If I had blown past my anger, or if I’d gotten mad at myself for being upset rather than accepting it, I wouldn’t have been able to look for the root cause of the problem. I definitely wouldn’t have been able to solve it.

So, I did solve it. I left and never came back.

Instead, I realigned with my target without the barre class. I invested my resources in experimenting. I devised my own way to helping my body return to health and stay there. I still do. 

Though this instance of investigating my emotions happened in 2018, I’ve done a version of this since college. I’ve actually done it regularly since the afternoon when I lost my words. (That was also when I committed to writing in my journal daily as a practice of self-regulation through self-understanding.)

So, this process shows up in my stories as the significant shift, which includes both the climax and the epiphany, turning into the resolution and new understanding of self. 

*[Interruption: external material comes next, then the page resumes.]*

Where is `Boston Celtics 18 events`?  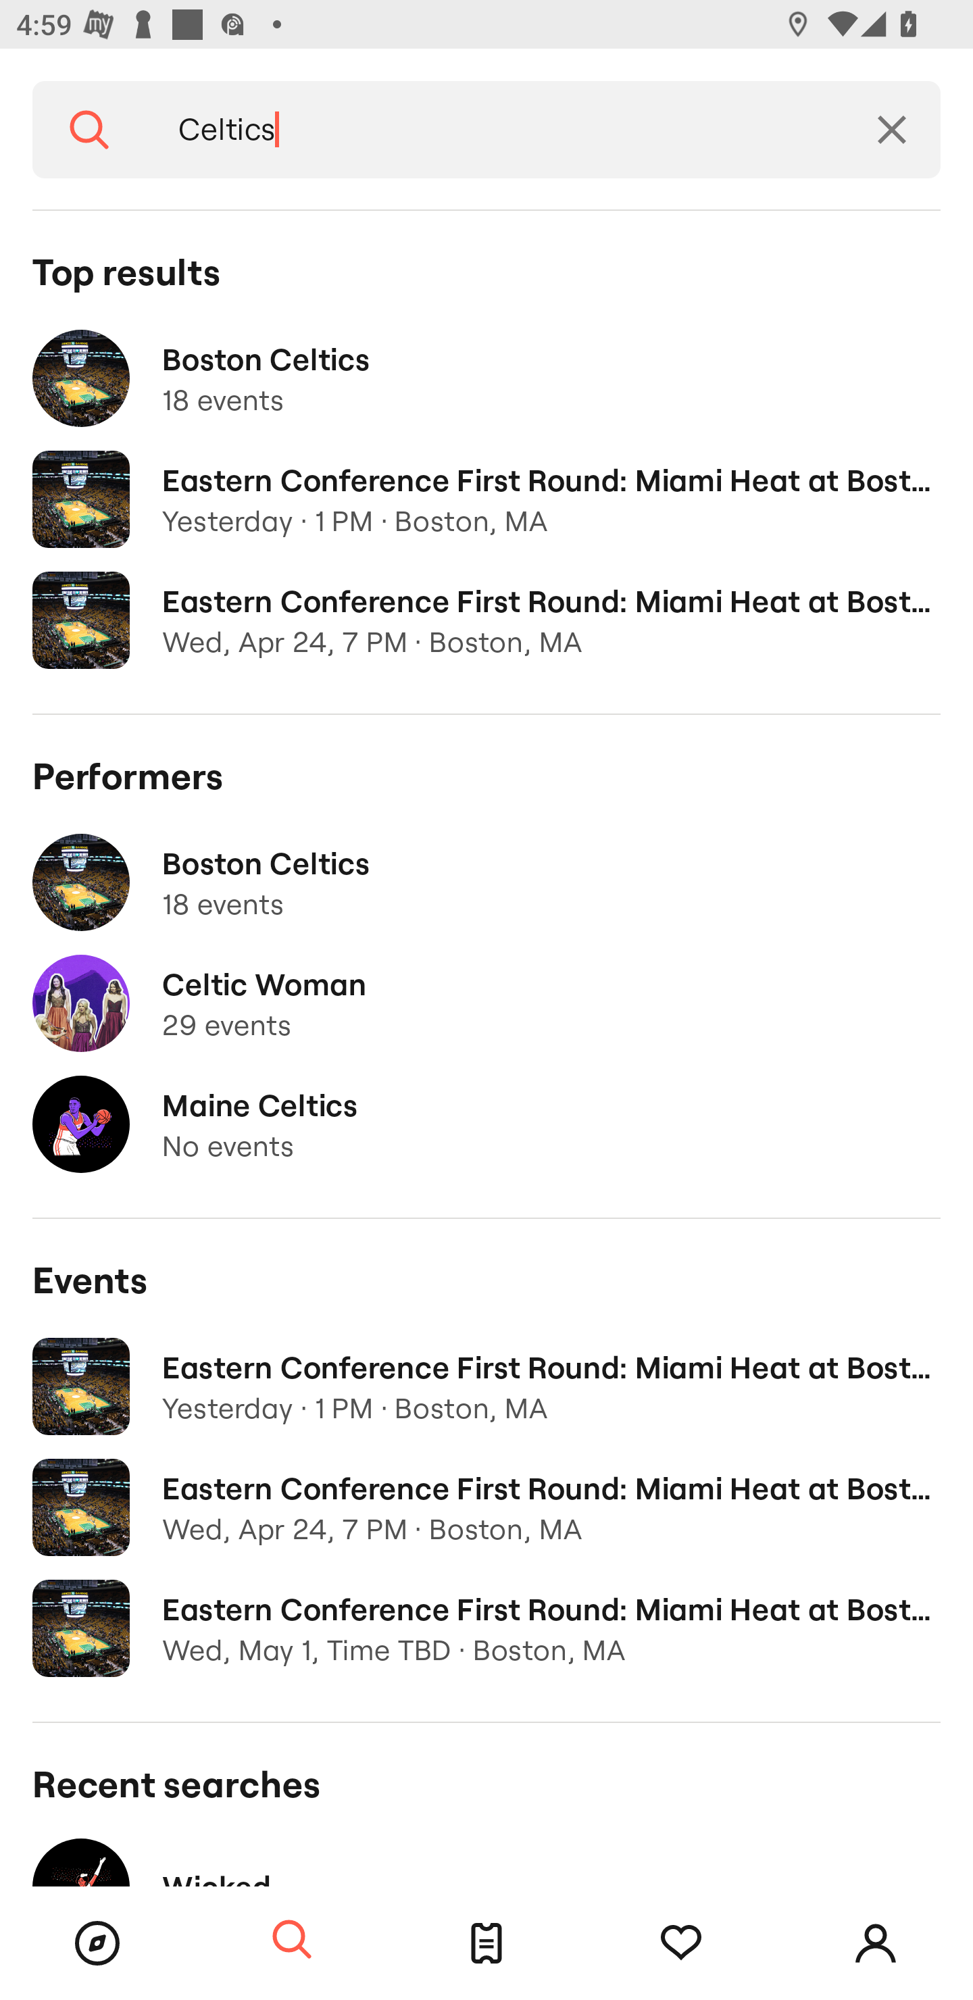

When Lena lost her hands to her own inventions, for example, Lena was horrified and grief-stricken, but she didn’t stop there. She accepted what happened, with the help of her best friend, and she also remembered something important: after what had happened with the first weapon she invented, she had hesitated to make more of them—let alone a more destructive version. She had been afraid of what might happen, but when the Director insisted, Lena had pushed past her own hesitation and fear. 

As it turns out, that emotional response had been healthy fear and wise hesitation. Ignoring them in favor of the Director’s orders had major consequences. Specifically, it cost Lena her hands and turned her from just a kid inventor into an inventor-sorceress.

And with that information about herself and what happened, Lena decided to trust her fear and her hesitation over what others expected from her. 

After that, she doesn’t ignore her instincts again. She instead declares that she makes the rules around her own inventions. She instead tells Searcaster, “I am the weapon.” 

We are often encouraged to ignore our emotions and to simply do what we’re expected to do. It’s not the Director’s fault—or my barre instructor’s fault, or my college coach’s, or the fault of those people who created the work deadline. 

Resistance to exploring deep and consistent emotion is a cultural problem, much like the cultural resistance to discussing grief we saw in the first story. However, these are both honing story currents. Because Lena and I turned towards our own emotions in spite of this cultural resistance, we were better able to resist what other people told us we should do later.

Instead, we focused on what was necessary to become a fuller version of ourselves.